RECORDS SHOWN below:

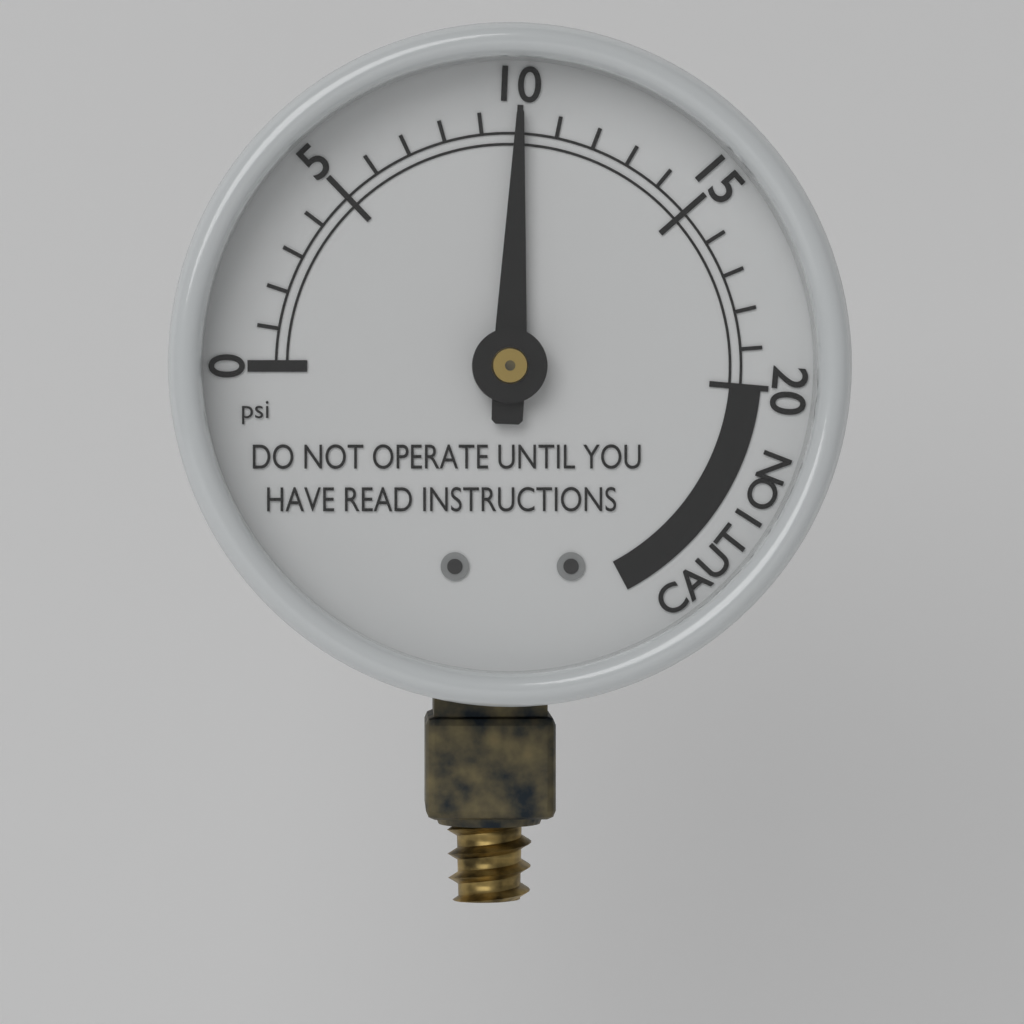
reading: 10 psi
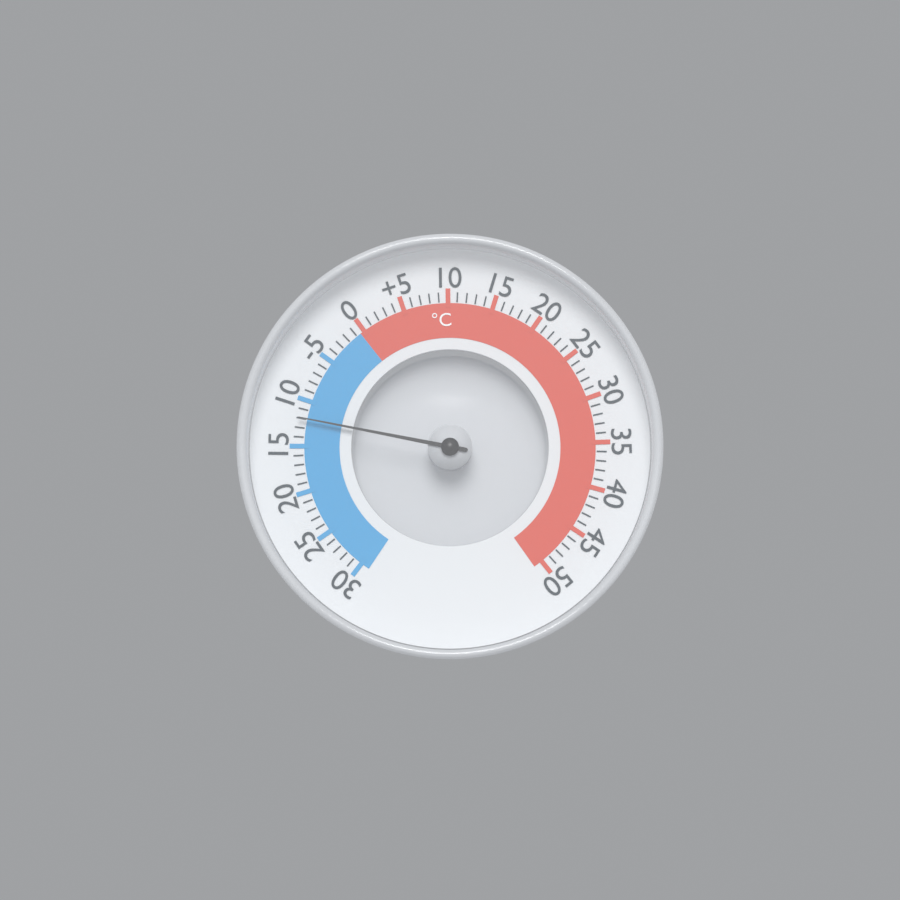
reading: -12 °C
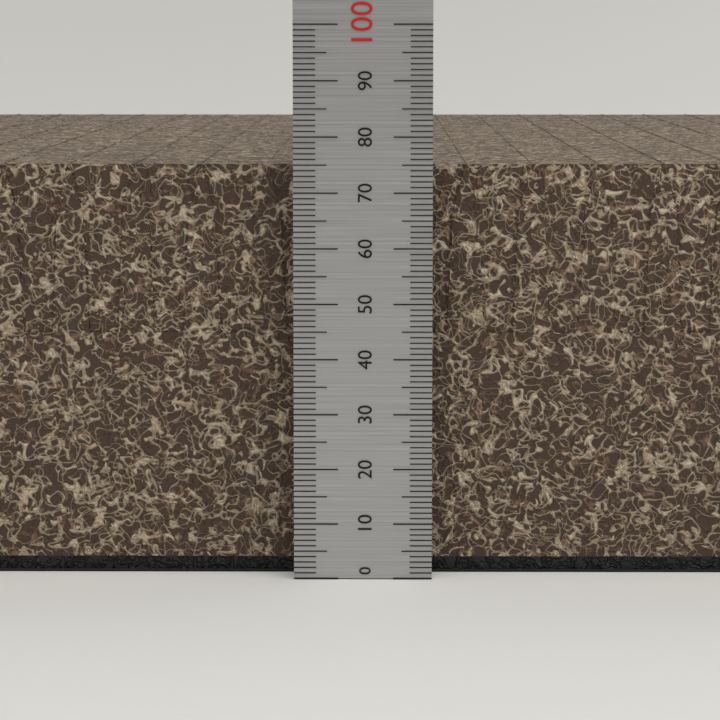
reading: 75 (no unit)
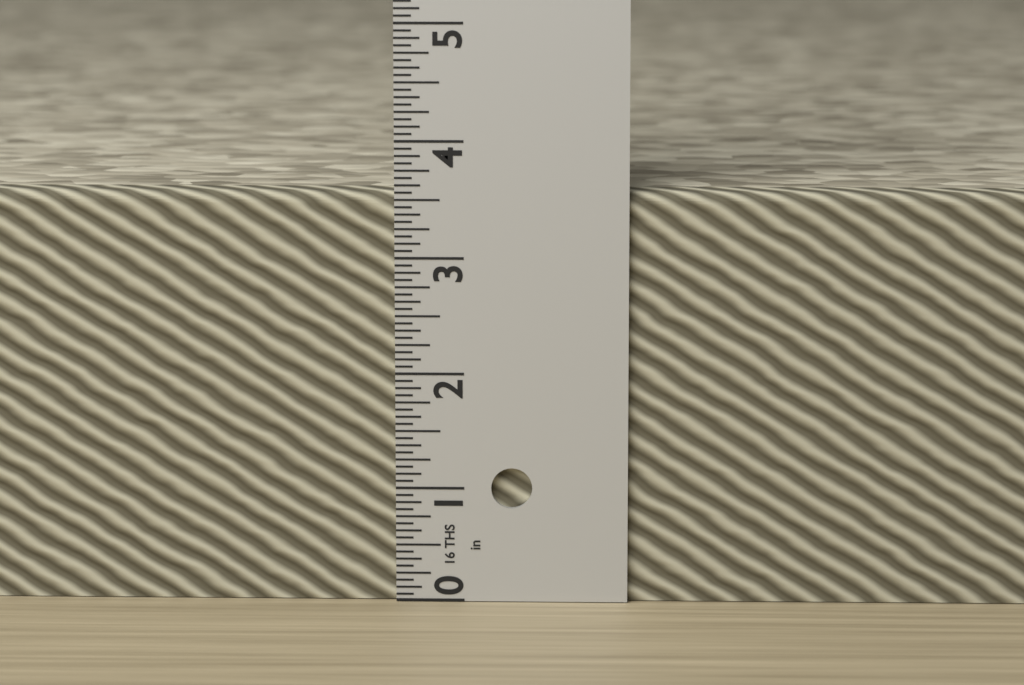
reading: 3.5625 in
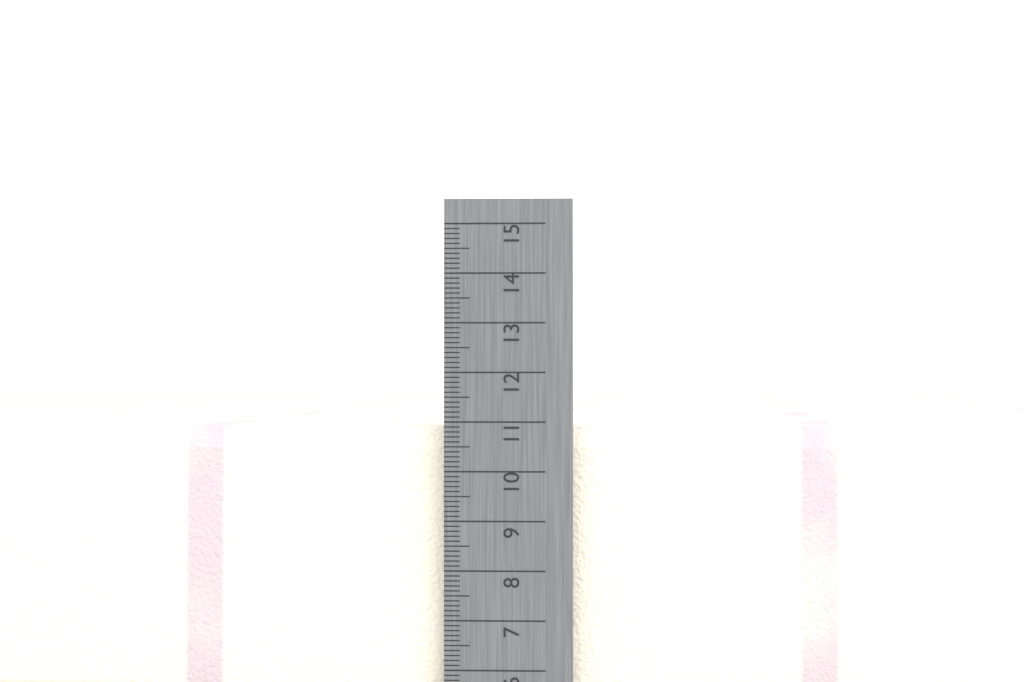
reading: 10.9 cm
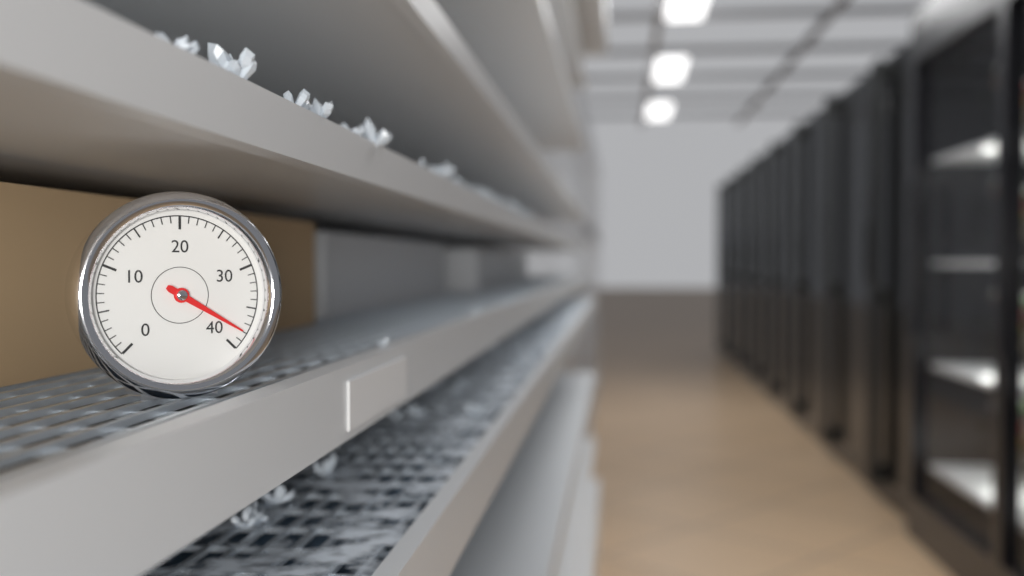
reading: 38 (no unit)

End of RECORDS SHOWN.

→ **WHAT YOU WILL DO**:
Return every line above exactly, omitting images.

→ **RESPONSE**:
reading: 10 psi
reading: -12 °C
reading: 75 (no unit)
reading: 3.5625 in
reading: 10.9 cm
reading: 38 (no unit)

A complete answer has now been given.